Was the recent heritage round a nostalgic trip down memory lane or some acid laced flashback conjured from the outtakes of Zabriskie Point? For those without Foxtel, the news, which travelled like wildfire last Saturday night, heralding that 20-1 outsiders the Brisbane Lions had defeated premiers West Coast Eagles, what’s more, at the latter’s Subiaco fortress, was a tonic filled with something akin to peyote. Such a result didn’t seem possible, let alone real. Then the footage came through.
Of all the retro-fashion statements made in commemoration of the 1970s such as the red shorts worn by the likes of the Western Bulldogs and Essendon and the rather apt yellow variety for Richmond, nothing over the weekend came close to challenging the double take inducing absurdity of observing Fitzroy, according to the available highlights footage, run rings around the Western Australian State Team.
An evening sure to have swelled the heart of the most melancholy of former Roy boys, the Brisbane upset victory seemed to surprise even coach Leigh Matthews who didn’t give his players much of a chance before the game. By Matthews' own admission when his side took to the field embossed with the FFC logo, it only just occured to him that they had been decimated by recent and not so recent retirements.
Having made the trip to Perth without Mick Conlan, Garry Wilson, John Ironmonger or even Darren “Doc” Wheildon, Matthews was understandably playing down his team’s chances in the Courier Mail, a paper no one outside of Queensland reads (and even there they don’t care much for it). Lucky for him too.
“We can’t tag ‘em all” Matthews was heard to say. “The hope is that they kick inaccurately at goal in the first half and that we capitalise on all the soft square-ups they’ll owe us later in the match after the umpires try and ensure the Eagles get off to their usual AFL assisted flying start.”
The tactic, an unusual one even by the four-time premiership coach’s standards, proved invaluable. West Coast coach John Worsfield admitted to the media after the game that he had no way of combating Matthews’ strategy – a strategy he credited assistant coach Craig Lambert with formulating.
"Lambert was always a left of field kind of guy" Worsfold said. "When he played in long sleeves all the time we thought it was because he was a burns victim. Turned out he just had bad acne. Covered it up well all the same" he added.
Asked of why the Eagles failed to pose for more soft frees inside the 50 metre arc, Worsfold lamented the lack of mental application shown by his forwards. "When you've recruited guys like Lynch, Hunter and Chick, you wake up in the middle of the night and think, shit, we fucked up there, what a group of meatheads. Hey, what the hell, we won the granny last year."
West Coast failed to capitalise on an opening preorchestrated to please the home crowd of 38, 321 people; most of whom would have been disappointed by the ineffective kicking and acting on display. Officially there was 210 Brisbane supporters among them. Not one Fitzroy supporter could be accounted for, however, an obese Peanut vendor claimed to have lived off Brunswick Street for a while in 1991.
“It was just chaos out there” Worsfold said of the opening quarter where the Eagles were awarded 12 free kicks to the Lions’ three. “None of their players complained about the lopsided count much less bothered to question their legitimacy, or, as the case may be, lack of” Worsfold added.
According to Matthews this allowed his team to save enough energy to overrun the Eagles, most of whose young players had never played against Fitzroy, nor for that matter, knew of the club’s mediocre traditions and nomadic past struggles for both a home base and identity.
Eagles winger Michael Braun, one of four Victorian recruits at West Coast sat beside Worsfold at the press conference. When asked about Fitzroy he recalled an inspirational story his father had told him the night before the game.
"My Old Man was at the Lakeside Oval one day. Fitzroy played there right?" Braun asked the assembled media throng. Urged to continue, Braun added, "Leon Harris kicked a goal from an impossible angle in the pocket this day but my Dad missed it because a seagull shat on him."
For the record the Lions were awarded seven free kicks to the Eagles four in the final quarter. Having conserved their energy, the Lions kicked an accurate 5.1 to the Eagles 2.6 to eventually record an historic victory.
Worsfold who had played against Fitzroy but who also could not remember ever doing so, did manage to recall an incident with former Fitzroy forward Richard Osbourne.
“I think I shattered his cheek bone once” Osborne said at the press conference. “But that may have been in a state game and I don’t remember getting rubbed out for it when the punch probably deserved five or six.”
Like his coach before him, Daniel Kerr, having accepted a one match suspension for elbowing Brisbane's Will Hamill to the face, can now be said to have had the misunderstood Western Australia versus Fitzroy rivalry torch passed down to him.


▶ [Brief]: Skip every picture, and copy exactly the lines from the one containing "List UI elements" to the end of the data.

▶ [Entries supplied]:
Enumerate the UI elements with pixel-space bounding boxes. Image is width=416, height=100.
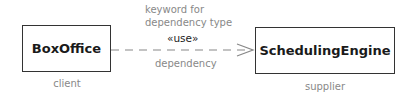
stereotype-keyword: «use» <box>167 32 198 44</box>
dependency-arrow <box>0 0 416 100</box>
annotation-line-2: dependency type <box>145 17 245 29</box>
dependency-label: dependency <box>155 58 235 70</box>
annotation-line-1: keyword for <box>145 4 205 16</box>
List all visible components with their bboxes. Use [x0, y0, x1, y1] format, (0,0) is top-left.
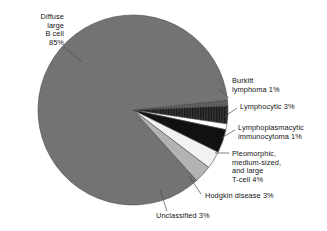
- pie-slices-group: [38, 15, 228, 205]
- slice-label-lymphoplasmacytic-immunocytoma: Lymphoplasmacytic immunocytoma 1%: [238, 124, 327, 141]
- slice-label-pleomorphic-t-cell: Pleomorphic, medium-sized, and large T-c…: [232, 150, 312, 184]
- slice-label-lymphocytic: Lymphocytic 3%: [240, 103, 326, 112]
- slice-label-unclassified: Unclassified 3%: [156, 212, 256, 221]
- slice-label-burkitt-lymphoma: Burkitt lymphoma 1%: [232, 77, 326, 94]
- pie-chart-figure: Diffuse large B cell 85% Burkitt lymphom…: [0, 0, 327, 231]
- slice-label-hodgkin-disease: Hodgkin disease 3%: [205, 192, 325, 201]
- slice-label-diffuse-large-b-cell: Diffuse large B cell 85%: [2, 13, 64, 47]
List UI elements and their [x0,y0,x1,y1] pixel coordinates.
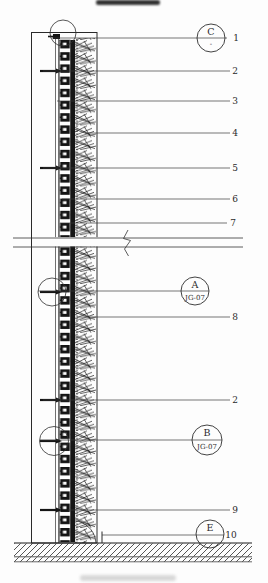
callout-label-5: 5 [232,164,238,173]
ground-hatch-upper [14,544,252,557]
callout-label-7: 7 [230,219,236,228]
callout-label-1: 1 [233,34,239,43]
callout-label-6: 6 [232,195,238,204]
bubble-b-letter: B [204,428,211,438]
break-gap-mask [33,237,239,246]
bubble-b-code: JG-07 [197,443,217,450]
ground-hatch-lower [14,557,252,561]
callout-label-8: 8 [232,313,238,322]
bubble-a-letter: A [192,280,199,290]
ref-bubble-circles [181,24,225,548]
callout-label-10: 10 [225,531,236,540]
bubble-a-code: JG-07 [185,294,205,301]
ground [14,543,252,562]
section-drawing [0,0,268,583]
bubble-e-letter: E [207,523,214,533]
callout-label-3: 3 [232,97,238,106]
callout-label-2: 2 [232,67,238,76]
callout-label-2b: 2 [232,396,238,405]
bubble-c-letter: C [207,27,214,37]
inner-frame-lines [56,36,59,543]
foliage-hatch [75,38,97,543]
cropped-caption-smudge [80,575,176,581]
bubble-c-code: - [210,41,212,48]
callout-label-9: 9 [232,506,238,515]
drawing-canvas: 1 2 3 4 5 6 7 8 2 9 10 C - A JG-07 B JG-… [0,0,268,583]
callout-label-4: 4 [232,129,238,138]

▶ [Answer to this problem]:
List UI elements and their [x0,y0,x1,y1] pixel coordinates.
callout-label-5: 5 [232,164,238,173]
ground-hatch-upper [14,544,252,557]
callout-label-7: 7 [230,219,236,228]
callout-label-1: 1 [233,34,239,43]
callout-label-6: 6 [232,195,238,204]
bubble-b-letter: B [204,428,211,438]
break-gap-mask [33,237,239,246]
bubble-b-code: JG-07 [197,443,217,450]
ground-hatch-lower [14,557,252,561]
callout-label-8: 8 [232,313,238,322]
bubble-a-letter: A [192,280,199,290]
ref-bubble-circles [181,24,225,548]
callout-label-10: 10 [225,531,236,540]
bubble-a-code: JG-07 [185,294,205,301]
ground [14,543,252,562]
section-drawing [0,0,268,583]
bubble-e-letter: E [207,523,214,533]
callout-label-3: 3 [232,97,238,106]
callout-label-2: 2 [232,67,238,76]
callout-label-2b: 2 [232,396,238,405]
bubble-c-letter: C [207,27,214,37]
inner-frame-lines [56,36,59,543]
foliage-hatch [75,38,97,543]
cropped-caption-smudge [80,575,176,581]
bubble-c-code: - [210,41,212,48]
callout-label-9: 9 [232,506,238,515]
drawing-canvas: 1 2 3 4 5 6 7 8 2 9 10 C - A JG-07 B JG-… [0,0,268,583]
callout-label-4: 4 [232,129,238,138]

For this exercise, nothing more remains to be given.